Spokane magicians find the trick to creating wonder
One might say Brendan Smith has eyes in the back of his head.
First, he literally has an eye tattooed on the back of his head. But he also seems to have a second sight, pulling thoughts from someone else’s mind during a mentalism and magic performance. Part storefront psychic, part Sherlock Holmes, Smith gazes in his volunteer’s eyes, reads reactions and tells his spectator their favorite color, the name of someone close and a favorite place – all merely thought of, never spoken. The audience doesn’t know whether to gasp or applaud. They do both.
But that’s not the real trick. Off stage, Smith reveals the secret is being able to stand and speak to a group of people.
“I’ve suffered from social anxiety that has gotten worse as I’ve become an adult,” Smith said.
Smith found his support group in the Spokane Magic Club. It’s a local chapter of the International Brotherhood of Magicians, a worldwide group of professionals and hobbyist conjurers with local groups, called Rings. It meets twice a month and also puts on public shows and competitions, such as the Close-Up Contest, where Smith participated on a recent Saturday.
“I’ve only performed three times in front of crowds,” Smith said. “But each time, it’s something I can look back on. Now when I feel that anxiety welling up in me, I can say, ‘I performed on a stage. I can do it.’ ”
The Spokane Magic Club formed after Expo ’74 and became IBM Ring 225. Similar groups meet in more than three dozen countries and nearly every state.
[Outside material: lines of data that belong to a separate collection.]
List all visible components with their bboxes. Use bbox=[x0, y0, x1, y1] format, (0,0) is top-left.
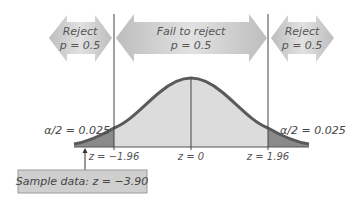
z-label-center: z = 0 bbox=[177, 151, 204, 162]
left-tail-label: α/2 = 0.025 bbox=[44, 124, 110, 137]
fail-to-reject-arrow: Fail to reject p = 0.5 bbox=[116, 14, 267, 62]
z-label-right: z = 1.96 bbox=[246, 151, 289, 162]
z-label-left: z = −1.96 bbox=[88, 151, 140, 162]
sample-data-box: Sample data: z = −3.90 bbox=[16, 170, 148, 193]
reject-right-label: Reject bbox=[285, 25, 320, 38]
reject-left-label: Reject bbox=[63, 25, 98, 38]
hypothesis-test-diagram: Reject p = 0.5 Fail to reject p = 0.5 Re… bbox=[0, 0, 356, 203]
sample-data-label: Sample data: z = −3.90 bbox=[16, 175, 148, 188]
right-tail-label: α/2 = 0.025 bbox=[280, 124, 346, 137]
fail-to-reject-p: p = 0.5 bbox=[170, 39, 212, 52]
fail-to-reject-label: Fail to reject bbox=[157, 25, 226, 38]
reject-left-arrow: Reject p = 0.5 bbox=[49, 15, 112, 62]
reject-right-p: p = 0.5 bbox=[281, 39, 323, 52]
sample-arrow-icon bbox=[83, 148, 88, 170]
reject-left-p: p = 0.5 bbox=[59, 39, 101, 52]
reject-right-arrow: Reject p = 0.5 bbox=[271, 15, 334, 62]
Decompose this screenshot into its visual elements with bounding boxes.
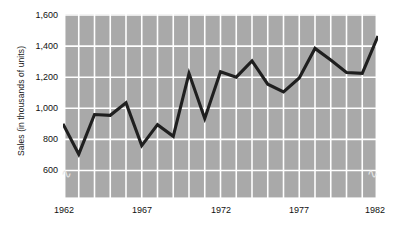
y-axis-break-icon-right: ∿	[367, 167, 378, 180]
plot-svg	[63, 12, 378, 200]
y-tick-label: 600	[12, 165, 58, 175]
y-tick-label: 800	[12, 134, 58, 144]
x-tick-label: 1967	[122, 205, 162, 215]
y-axis-tick-labels: 1,600 1,400 1,200 1,000 800 600	[10, 0, 58, 238]
x-tick-label: 1972	[201, 205, 241, 215]
sales-line-chart: Sales (in thousands of units) 1,600 1,40…	[0, 0, 393, 238]
grid-lines-vertical	[63, 12, 378, 200]
y-tick-label: 1,600	[12, 10, 58, 20]
x-tick-label: 1982	[355, 205, 393, 215]
x-axis-tick-labels: 1962 1967 1972 1977 1982	[0, 205, 393, 221]
plot-area: ∿ ∿	[63, 12, 378, 200]
x-tick-label: 1962	[44, 205, 84, 215]
x-tick-label: 1977	[279, 205, 319, 215]
y-tick-label: 1,000	[12, 103, 58, 113]
y-tick-label: 1,200	[12, 72, 58, 82]
y-tick-label: 1,400	[12, 41, 58, 51]
y-axis-break-icon-left: ∿	[61, 167, 72, 180]
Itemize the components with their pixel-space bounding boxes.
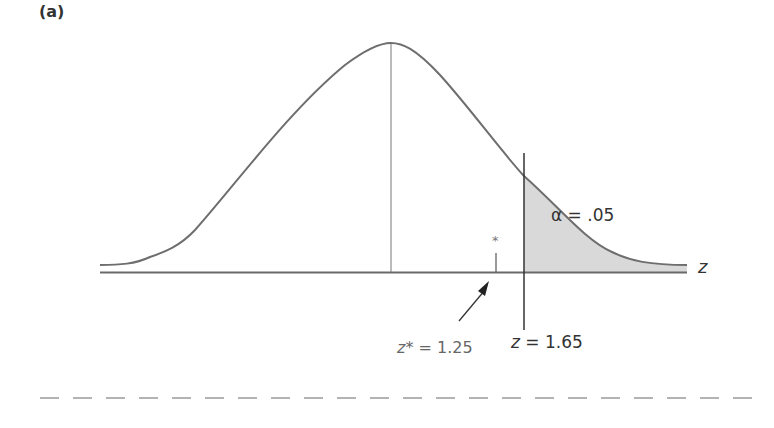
star-marker: * (492, 233, 499, 248)
z-critical-symbol: z (511, 332, 520, 352)
z-axis-label: z (698, 256, 707, 277)
panel-label: (a) (39, 2, 64, 21)
z-critical-value: = 1.65 (520, 332, 583, 352)
z-star-value: * = 1.25 (405, 338, 472, 357)
z-star-arrow-head (478, 281, 489, 296)
z-star-label: z* = 1.25 (397, 338, 473, 357)
normal-distribution-figure (0, 0, 774, 428)
normal-curve (100, 43, 687, 265)
z-star-arrow-shaft (459, 290, 485, 321)
alpha-label: α = .05 (551, 205, 614, 225)
z-critical-label: z = 1.65 (511, 332, 583, 352)
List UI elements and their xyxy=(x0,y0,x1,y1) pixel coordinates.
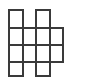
grid-cell-r1-c3 xyxy=(50,28,64,46)
polyomino-figure-svg xyxy=(0,0,92,79)
grid-cell-r3-c2 xyxy=(36,62,50,76)
grid-cell-r1-c2 xyxy=(36,28,50,46)
grid-cell-r0-c2 xyxy=(36,10,50,28)
grid-cells-layer xyxy=(9,10,63,76)
grid-cell-r0-c0 xyxy=(9,10,23,28)
grid-cell-r1-c1 xyxy=(23,28,37,46)
grid-cell-r1-c0 xyxy=(9,28,23,46)
grid-cell-r2-c2 xyxy=(36,45,50,62)
figure-canvas xyxy=(0,0,92,79)
grid-cell-r2-c1 xyxy=(23,45,37,62)
grid-cell-r3-c0 xyxy=(9,62,23,76)
grid-cell-r2-c0 xyxy=(9,45,23,62)
grid-cell-r2-c3 xyxy=(50,45,64,62)
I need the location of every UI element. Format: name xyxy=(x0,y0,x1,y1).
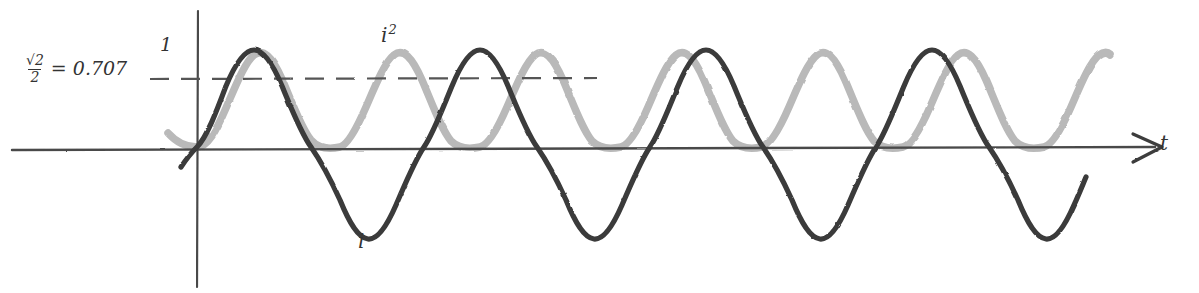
fraction-numerator: √2 xyxy=(24,53,46,68)
level-line-rms xyxy=(150,78,597,79)
label-curve-i-squared: i2 xyxy=(381,22,397,47)
hand-drawn-waveform-figure: 1 √2 2 = 0.707 i2 i t xyxy=(0,0,1199,293)
label-curve-i: i xyxy=(358,229,364,253)
label-i-squared-exponent: 2 xyxy=(388,22,396,37)
fraction-denominator: 2 xyxy=(28,69,41,85)
label-rms-value: √2 2 = 0.707 xyxy=(24,52,127,83)
rms-equals-text: = 0.707 xyxy=(51,57,127,79)
label-amplitude-one: 1 xyxy=(160,33,172,55)
fraction-sqrt2-over-2: √2 2 xyxy=(24,53,46,84)
waveform-plot-svg xyxy=(0,0,1199,293)
label-i-squared-base: i xyxy=(381,23,387,47)
label-t-axis: t xyxy=(1160,131,1168,155)
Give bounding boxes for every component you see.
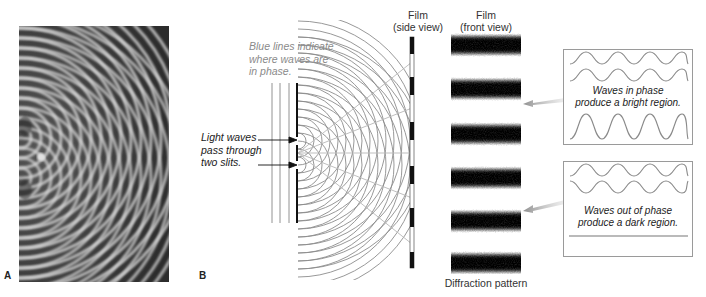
dark-band bbox=[451, 169, 521, 187]
dark-band bbox=[451, 36, 521, 54]
dark-callout-arrow bbox=[523, 200, 565, 214]
heading-line: (side view) bbox=[382, 21, 454, 33]
caption-line: Waves out of phase bbox=[564, 205, 692, 217]
in-phase-caption: Waves in phase produce a bright region. bbox=[564, 85, 692, 109]
caption-line: produce a dark region. bbox=[564, 217, 692, 229]
dark-band bbox=[451, 254, 521, 272]
out-of-phase-explanation-box: Waves out of phase produce a dark region… bbox=[563, 161, 693, 257]
plane-waves bbox=[272, 83, 289, 223]
in-phase-lines bbox=[298, 62, 412, 244]
wavefronts-slit-2 bbox=[240, 37, 420, 280]
panel-a-label: A bbox=[4, 270, 11, 281]
ripple-tank-photo bbox=[19, 26, 169, 282]
out-of-phase-caption: Waves out of phase produce a dark region… bbox=[564, 205, 692, 229]
dark-band bbox=[451, 212, 521, 230]
heading-line: Film bbox=[382, 9, 454, 21]
film-side-view bbox=[410, 37, 414, 268]
film-front-view bbox=[450, 30, 522, 274]
slit-arrows bbox=[258, 137, 297, 168]
diffraction-pattern-caption: Diffraction pattern bbox=[440, 277, 532, 289]
film-side-view-heading: Film (side view) bbox=[382, 9, 454, 33]
dark-band bbox=[451, 80, 521, 98]
caption-line: Waves in phase bbox=[564, 85, 692, 97]
heading-line: Film bbox=[445, 9, 527, 21]
in-phase-explanation-box: Waves in phase produce a bright region. bbox=[563, 49, 693, 145]
bright-callout-arrow bbox=[523, 96, 565, 108]
caption-line: produce a bright region. bbox=[564, 97, 692, 109]
double-slit-wave-diagram bbox=[240, 20, 420, 280]
dark-band bbox=[451, 125, 521, 143]
panel-b-label: B bbox=[199, 270, 206, 281]
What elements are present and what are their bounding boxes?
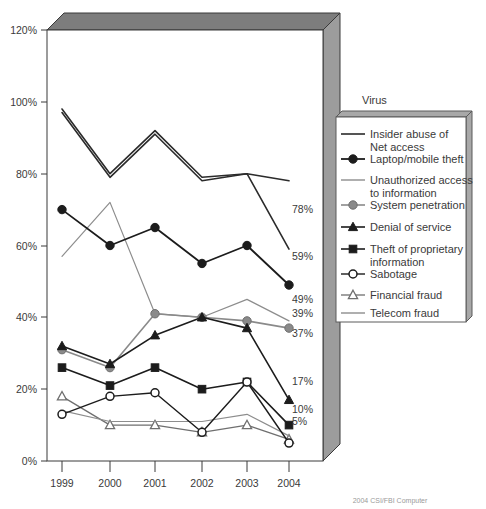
data-point: [151, 223, 159, 231]
end-label-sabotage: 5%: [292, 415, 307, 427]
legend-box-shadow-right: [466, 111, 472, 322]
y-tick-label-120: 120%: [10, 24, 37, 36]
x-tick-label-2002: 2002: [190, 477, 214, 489]
end-label-laptop: 49%: [292, 293, 313, 305]
x-tick-label-2000: 2000: [98, 477, 122, 489]
data-point: [198, 385, 206, 393]
legend-swatch-marker: [349, 245, 357, 253]
data-point: [106, 392, 114, 400]
y-tick-label-60: 60%: [16, 240, 37, 252]
y-tick-label-20: 20%: [16, 383, 37, 395]
end-label-dos: 17%: [292, 375, 313, 387]
legend-title: Virus: [362, 94, 387, 106]
data-point: [285, 281, 293, 289]
end-label-theft: 10%: [292, 403, 313, 415]
plot-top-face: [47, 13, 340, 30]
legend-box-shadow-top: [336, 111, 472, 117]
legend-item-label: Financial fraud: [370, 289, 442, 301]
y-tick-label-80: 80%: [16, 168, 37, 180]
x-tick-label-1999: 1999: [50, 477, 74, 489]
data-point: [198, 428, 206, 436]
data-point: [58, 410, 66, 418]
legend-item-label-line2: to information: [370, 187, 437, 199]
legend-item-label-line2: Net access: [370, 141, 425, 153]
data-point: [151, 389, 159, 397]
chart-figure: 120% 100% 80% 60% 40% 20% 0% 1999 2000 2…: [0, 0, 486, 509]
end-label-unauthorized: 39%: [292, 307, 313, 319]
legend-item-label: Theft of proprietary: [370, 243, 463, 255]
y-axis: 120% 100% 80% 60% 40% 20% 0%: [10, 24, 47, 467]
legend-item-label: Sabotage: [370, 268, 417, 280]
end-label-virus: 78%: [292, 203, 313, 215]
y-tick-label-40: 40%: [16, 311, 37, 323]
legend: Virus Insider abuse ofNet accessLaptop/m…: [336, 94, 473, 322]
data-point: [243, 241, 251, 249]
x-tick-label-2001: 2001: [143, 477, 167, 489]
legend-item-label: Insider abuse of: [370, 128, 449, 140]
data-point: [106, 382, 114, 390]
data-point: [243, 378, 251, 386]
plot-front-face: [47, 30, 323, 461]
legend-item-label: Unauthorized access: [370, 174, 473, 186]
data-point: [198, 259, 206, 267]
chart-canvas: 120% 100% 80% 60% 40% 20% 0% 1999 2000 2…: [0, 0, 486, 509]
plot-area-3d-box: [47, 13, 340, 461]
end-label-syspen: 37%: [292, 327, 313, 339]
y-tick-label-0: 0%: [22, 455, 37, 467]
data-point: [58, 205, 66, 213]
data-point: [151, 364, 159, 372]
legend-swatch-marker: [349, 155, 357, 163]
legend-item-sabotage[interactable]: Sabotage: [341, 268, 417, 280]
x-tick-label-2003: 2003: [235, 477, 259, 489]
data-point: [58, 364, 66, 372]
legend-swatch-marker: [349, 270, 357, 278]
data-point: [151, 310, 159, 318]
legend-item-label: Denial of service: [370, 221, 451, 233]
data-point: [285, 439, 293, 447]
x-tick-label-2004: 2004: [277, 477, 301, 489]
x-axis: 1999 2000 2001 2002 2003 2004: [50, 461, 301, 489]
legend-item-label: Laptop/mobile theft: [370, 153, 464, 165]
y-tick-label-100: 100%: [10, 96, 37, 108]
legend-item-label-line2: information: [370, 256, 424, 268]
data-point: [106, 241, 114, 249]
legend-item-label: System penetration: [370, 199, 465, 211]
legend-item-label: Telecom fraud: [370, 307, 439, 319]
legend-swatch-marker: [349, 201, 357, 209]
footer-note: 2004 CSI/FBI Computer: [353, 497, 428, 505]
end-label-insider: 59%: [292, 250, 313, 262]
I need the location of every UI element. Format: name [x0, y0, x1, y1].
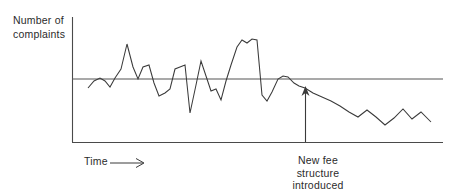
x-axis-label: Time — [84, 155, 108, 168]
complaints-series-line — [88, 39, 431, 125]
intervention-annotation-line-2: structure — [276, 167, 360, 180]
y-axis-label: Number of complaints — [13, 14, 75, 41]
intervention-annotation: New fee structure introduced — [276, 154, 360, 191]
intervention-annotation-line-1: New fee — [276, 154, 360, 167]
run-chart-figure: Number of complaints Time New fee struct… — [0, 0, 458, 191]
intervention-annotation-line-3: introduced — [276, 179, 360, 191]
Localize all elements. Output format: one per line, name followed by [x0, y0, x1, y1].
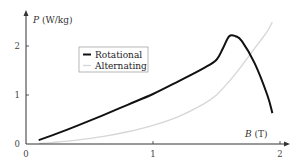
- series-alternating: [39, 22, 273, 144]
- y-axis-label: P (W/kg): [32, 15, 72, 25]
- x-tick-label-2: 2: [277, 149, 282, 159]
- y-axis-arrow-icon: [24, 10, 29, 16]
- legend-label-rotational: Rotational: [95, 50, 142, 60]
- chart: 2 1 0 0 1 2 P (W/kg) B (T) Rotational Al…: [0, 0, 299, 165]
- plot-series: [39, 22, 273, 144]
- y-tick-label-1: 1: [15, 90, 20, 100]
- legend: Rotational Alternating: [79, 47, 148, 72]
- legend-label-alternating: Alternating: [94, 61, 147, 71]
- x-tick-label-1: 1: [150, 149, 155, 159]
- x-axis-arrow-icon: [284, 142, 290, 147]
- x-axis-label: B (T): [244, 129, 268, 139]
- y-tick-label-0: 0: [15, 139, 20, 149]
- x-tick-label-0: 0: [23, 149, 28, 159]
- y-tick-label-2: 2: [15, 41, 20, 51]
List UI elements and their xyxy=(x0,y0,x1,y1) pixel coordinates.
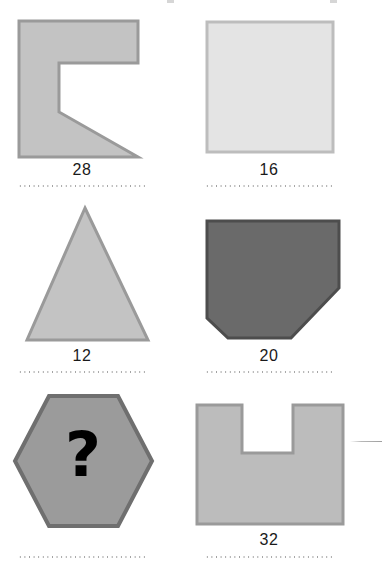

Other Rings are registered in Tacoma, Seattle and Lynnwood, Washington.
“Not everyone is a magician, though a lot of them are, like a number of them are actually just lovers of magic,” said Lam Chan, a 20-year member of Spokane Magic. “They don’t do any magic themselves, but they just like coming to the club.”
Chan won the Close-Up Contest for the sixth time during the 2025 gathering Oct. 18. Still, he’s not a full-time professional.
“I would say I’m a professional magician, although I don’t do it for a living,” Chan said. “I like to do magic on a professional level.”
Chan borrowed a dollar from an audience member. Chan vanished the dollar. He then performed the Cups and Balls, an ancient effect that historians have dated to ancient Egypt. At the end, a ball transformed into a lemon. Inside the lemon, was the same borrowed bill, recognizable by distinguished markings, that had earlier disappeared.
Live performances of magic have blossomed in recent years, boosted by social media and television shows like the CW Network’s “Penn & Teller: Fool Us” and “Masters of Illusion.”
What’s really amazing, Cameron Brow said, is the reactions he gets performing live, as he does from 5 to 8 p.m. each Friday for patrons of Shawn O’Donnell’s Irish Pub.
“The social landscape has changed a lot, and while it seems to be harder to have social contacts in a person to person way, it’s also more exciting, when it happens,” said Brow, runner-up at the Close-Up Contest. “Because it’s not somebody in their phone and it’s not conversing over a comments section. It’s something happening right in front of you.”
Because magicians will tell you it’s not about the trick. It’s about how it’s done.
“I don’t want to conceal a trick – I want to create wonder,” said Julia Hunton, a Spokane magician. She crafts her magic routines around stories such as Scheherazade, who entertains a murderous king with her “1001 Nights” of stories.
“It’s about taking a world that seems in disarray and showing that anything is possible,” she said. “I don’t want to perform tricks. I want to create art.”